Opinions sometimes give an unbelievable view into how small of mind many people are, and how our shared differences, human experiences and understanding of the changes in our world can either prevent or nurture our minds to be elevated to new ways of understanding one another.
For lack of better analogy, mono-crops, mono-cultures, or singularity does not build a strong and healthy community in the long run. Diversity always triumphs. Let our differences not define us but strengthen us.
Jeff Demma
Puhi
Sentence doesn’t make sense
The Garden Island posted a news article (Nov. 14) about Patricia Lewis, who was sentenced to five years in prison for taking a baseball bat to an ATM machine in Kukui Grove Mall. By contrast, last month the same judge who tried and sentenced Lewis sentenced a Kalaheo man to just one year for assaulting a woman and threatening another man.
We live in a materialist and capitalist society where, under the law, crimes against property receive harsher punishment than crimes against people. And crimes against institutions like banks that enable and profit the ruling class are deemed the most egregious. Lewis is sentenced to five years in prison, but in the aftermath of the 2008 Wall Street swindle, a crime against millions of Americans whose lives and fortunes were wrecked, not one banker has seen the inside of a jail.
Maybe if Lewis had assaulted a person instead of an ATM she could have gotten a lighter sentence.
Kip Goodwin
Kapaa
Politics at its worst
Appalling. Appalling is the word that comes to mind when I think of the political theatrics that played out in our County Council chambers last week. On Nov. 14, the Kauai County Council had scheduled a difficult vote of deciding whether or not to override Mayor Carvalho’s veto of Bill 2491. Rather than vote on the override and accept the results, the council decided to reschedule the veto vote and instead vote to appoint a new councilperson into Nadine Nakamura’s vacant council seat.
The problem arises when the new council appointee is placed in the important override vote on Nov. 16. The appointee has not been in the position, as a “councilperson,” to hear and read the months of testimony as to the pros and cons of Bill 2491. The correct action of the newly appointed councilperson would have been to abstain from casting a vote on the veto override. Instead, he casts the deciding vote on a contentious item without having all of the information.

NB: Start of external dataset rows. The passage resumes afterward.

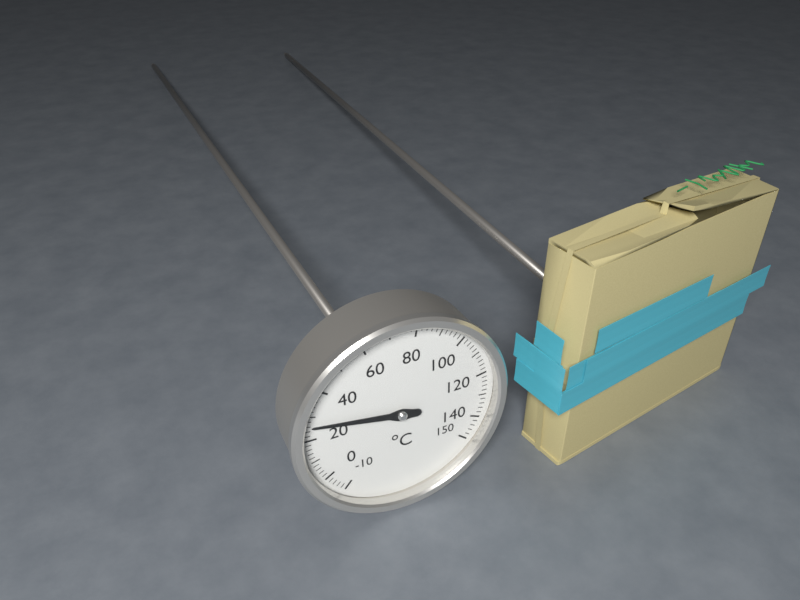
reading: 26 °C
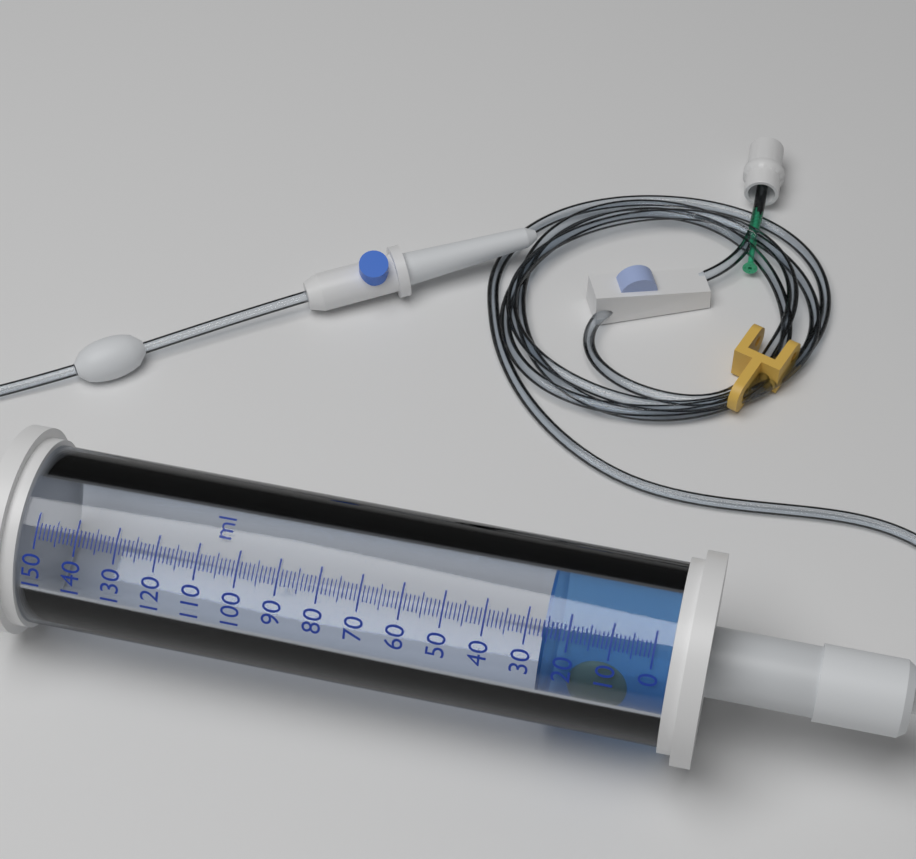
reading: 26 ml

The new council appointee will forever hold the stigma, in my mind, as being appointed to the council due to his views on Bill 2491 and not as being the best candidate for the position. Whether this is true or not, it is my interpretation of the closing act of the Kauai County Council drama.
Craig Nishimoto
Kalaheo
‘Yes’ means respect for life
Reaction to the outcome of Bill 2491 means more than being “a good winner or a good loser” — this is not about good sportsmanship. This is a life and death struggle for the health of the people and the aina.
I can personally attest to a 65-year-long life struggle after being exposed to the pesticide DDT on my family farm at the age of 5 years old. This exposure resulted in my kidneys becoming toxic. All the members of my family were exposed to pesticides and all have contacted cancer. Most of the patients at my cancer clinic are farmers who have been exposed to pesticides.
Please perceive the deeper values of the word “respect.” Nature’s rights and our right to good health deserve our highest priority and respect.